Mixed in with the 73,000 beer-swilling, chip-snacking football fans packed into Joe Robbie Stadium tomorrow, Robert Groth figures there will be about 2,000 enlightened sippers who will soothe their cheer-rasped throats with fruit shakes.
And since his company, Baltimore-based Flying Fruit Fantasy, gets 60 cents for every fruit shake sold, Mr. Groth figures he'll be a big winner no matter what the football score.
With the placement of three of his fruit shake machines at the Miami stadium just in time for the Super Bowl, Mr. Groth says his shakes are now being sold at 150 locations around the country -- up from less than 50 a year ago.
And it's all part of his game plan to sell his icy fruit shakes in thousands of cafeterias and snack bars across the country.
In fact, last April, Mr. Groth licensed worldwide rights to his shake -- a boxed mix of bananas, strawberries, pineapples and oranges, along with a smidgen of stabilizers, colorings and flavorings -- to Atlantic Beverage Co.
Baltimore-based Atlantic helped fund his expansion drive, and said that if he built a network of several thousand outlets in the next few years, Atlantic would buy the company outright.
"Everybody asks me: 'Bob, how can you give up the baby?' But I am learning and growing," said Mr. Groth, now that he is a director and stockholder of Atlantic Beverage.
Mr. Groth's learning curve has taken some unusual twists. In the late 1970s, he and his wife drove around to county fairs with blenders, ice and fruit to sell their fruit shakes.
Flying Fruit's first store -- a stall at Harborplace -- opened in 1980. The company quickly started building and franchising other stores.
But after being burned by a few costly failures, such as a six-figure loss on a stall at the now-defunct Leedmark store in Glen Burnie, Mr. Groth decided to switch to small self-service machines.
As the self-service sales started to take off, he made a five-year deal with Atlantic for the funding needed to build the company.
So far, Flying Fruit Fantasy has contributed only about 5 percent of the $20 million in revenues Atlantic has reported for the first three quarters in 1994.
And although Atlantic has reported a nine-month profit of $384,404, Flying Fruit Fantasy has been a money loser. But Atlantic Chairman Eric Becker has great hopes for the fruit shakes.
"There is nothing else out in the market like it. It isn't just sugar water, like a slushy," but has real fruit and vitamins, he said.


Return each record word for word, keeping none of its pictures.

===== Materials provided =====

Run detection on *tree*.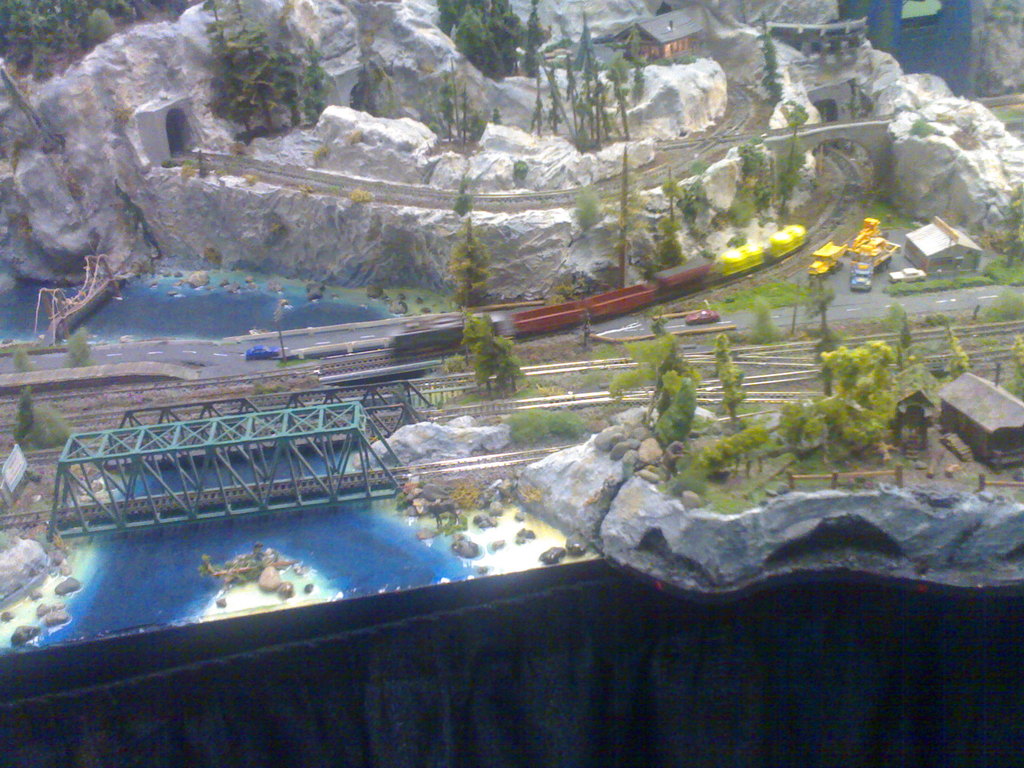
Result: <region>603, 145, 648, 285</region>.
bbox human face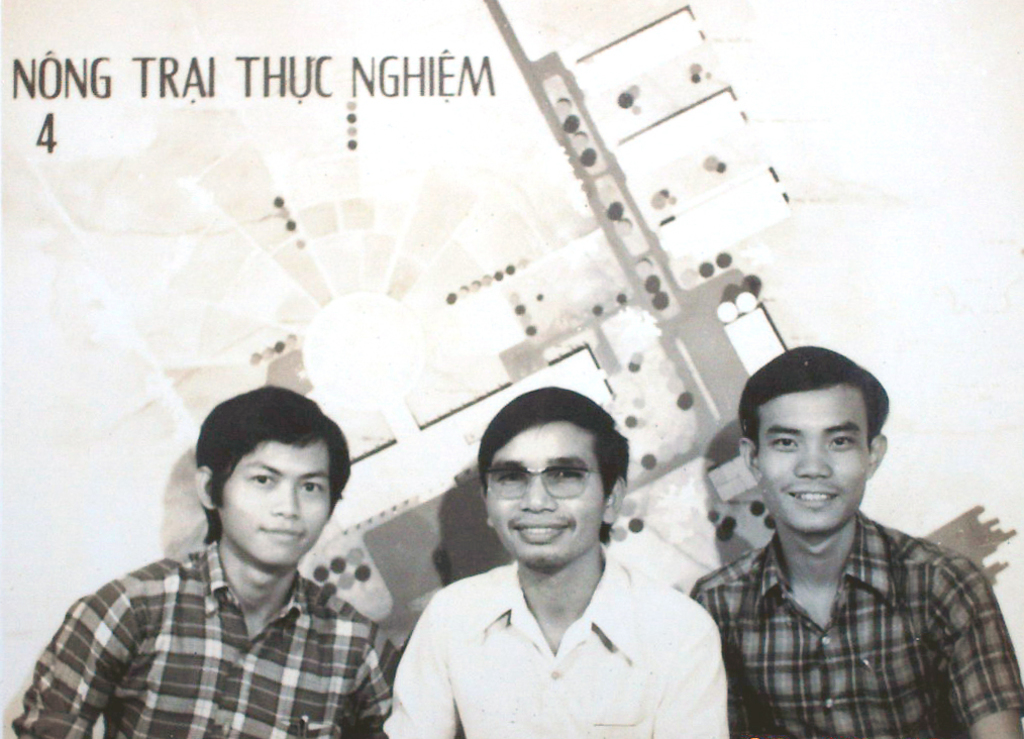
(left=756, top=384, right=872, bottom=529)
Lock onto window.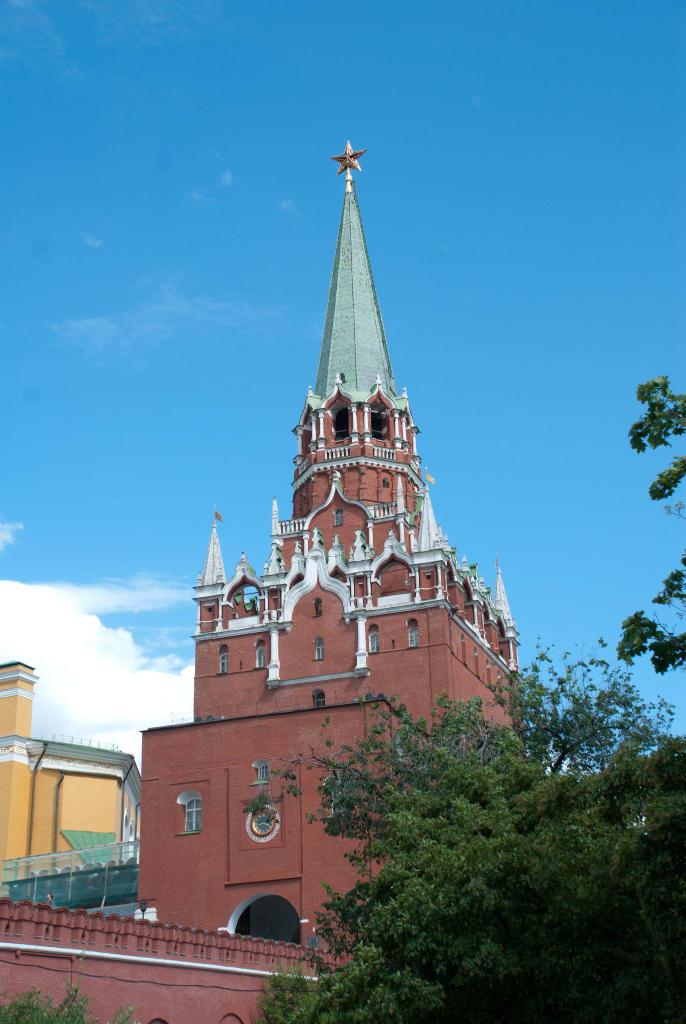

=====

▶ **Finished task**:
Run detection on *tree*.
Result: <region>603, 145, 648, 285</region>.
bbox human face
(left=756, top=384, right=872, bottom=529)
Lock onto window.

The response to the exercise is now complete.